With immigration pressures bound to increase, it becomes more imperative than ever to restore the high value of national citizenship, not to denigrate or disparage others but because for many of your fellow citizens—perhaps less affluent, educated, and successful than you—the claim “I am a U.S. citizen” is the only claim they have to any resources or protection. Without immigration restrictions, there are no national borders. Without national borders, there are no nation-states. Without nation-states, there are no electorates. Without electorates, there is no democracy. If liberals insist that only fascists will enforce borders, then voters will hire fascists to do the job liberals refuse to do.

Yes, borders are arbitrary. And, yes, more people are arguing that we should care as much about people in faraway lands as we do about our fellow Americans.

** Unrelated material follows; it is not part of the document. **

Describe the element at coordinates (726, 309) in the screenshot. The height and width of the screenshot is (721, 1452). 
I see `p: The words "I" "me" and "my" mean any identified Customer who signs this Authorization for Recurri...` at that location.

But the practical effect of making this argument is to enable the powerful to care as little for their fellow Americans as they do for people in faraway lands...

If undocumented immigrants are to be included in the American “us” (as sooner or later many will have to be), then the country has to be assured that large-scale illegal immigration will never again be tacitly tolerated as it was over the past generation...

Where once the nation’s cultural leaders condemned “hyphenated Americanism,” today the hyphen has become a tool of cultural power...

No American more eloquently deplored hyphenation than Theodore Roosevelt. Read his words in full, and you see that Roosevelt’s insistence on a singular national identity was founded not on any sense of hereditary supremacy, but on his passionately patriotic egalitarianism...

The years of slow immigration, 1915 to 1975, were also years in which the United States became a more cohesive nation: the years of the civil-rights revolution, the building of a mass middle class, the construction of a national social-insurance system, the projection of U.S. power in two world wars. As immigration has accelerated, the country seems to have splintered apart."